Nobody ever liked looking at a boot screen, especially when in a hurry for quick access to a bit of needed information. Quick-boot technology has been around for ages, it seems, going seemingly nowhere, as if taunting. However, a number of new products displayed recently at CES by companies such as Sony, Lenovo, Phoenix, and Qualcomm, gives one the idea that the quick-boot technology will soon be implemented into netbooks, and all for the better (quicker, at least).
No.No!NO! No cussing! It is not nice.
You have to admit that as much it was a complete failure the instant switch on due to using palm Garnet was cool.
I would love to see that on our PCs and not only on notebooks.
What kind of society have we become? We can’t wait a minute for a PC to start up? Sad.
I sort-of agree… but at the same time, try telling me to relax when I’m late at the airport trying to checking and have forgotten my online booking reference 😉 There are circumstances where I’d be only too happy *not* to have time to make a coffee whilst waiting for boot.
You could live without such feature all your life and the humanity could live without such feature since the beginnings of the times, so, maybe it is not as urgent as we all think!
Yep – I basically agree that it’s good not to be in such a rush. And you shouldn’t regularly be in a rush if you plan stuff properly. I’m just pointing out that sometimes basically everyone finds themselves in a hurry and then it’d be nice not to have to wait for your computer. As long as it doesn’t harm you in other ways, I think it would be handy to have.
For most of the time humanity has been alive we’ve neither had access to computers nor even electricity – yet I’m guessing that most people here are glad they have those, even if they’re not strictly needed!
Well, Amiga is instant OFF atleast 😀
Linpus Lite on the Acer Aspire One is about as “instant-on” as I’ve seen on a netbook. Takes about 10 seconds, no special hardware, just a customized operating system.

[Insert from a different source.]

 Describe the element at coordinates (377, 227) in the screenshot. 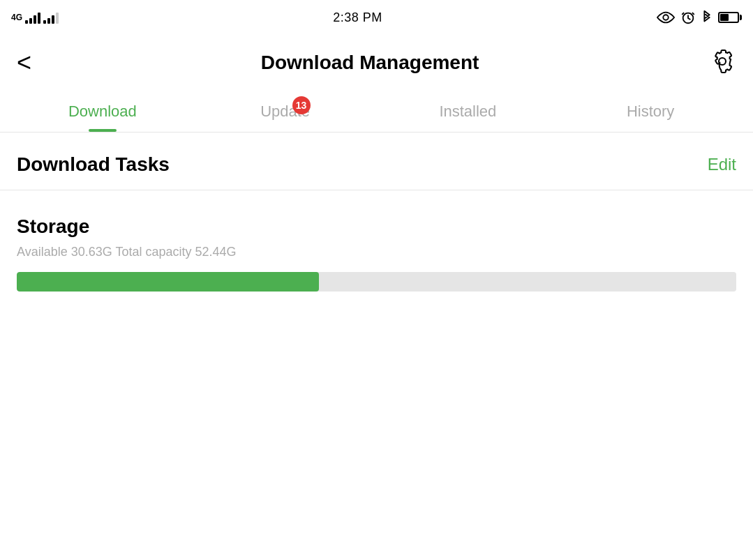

Netbooks, as long as they are not running an obsolete proprietary operating system, can boot up a regular system in 10 seconds. Instant-on is needed for computers that ship with non-instant-on operating systems, i.e. full notebooks. I think Lenovo and co have got it arse around backwards.
I agree, it’s not that our present day OSes can’t boot fast, it is all the cruft that get added (by both users and manufacturers) that slow the boot process.
Worse, even that extra stuff would not slow down booting if written/invoked to run *AFTER* the basic OS has booted.
My BeOS startup folder is full of code that I invoke 15 seconds after the boot script is called. All of it is stuff that I use, none of it is stuff I needed right at the moment I turn on my computer.
Most OSes today seem to be packed with services that the user rarely needs but are always invoked in the boot process before the user is allowed to do anything with their computer.
Computers have always been instant on ie. booting up within seconds such as the Amiga and Atari. It is only been the last 15 years (since around Windows 95) that we’ve put up with boot ups that take minutes.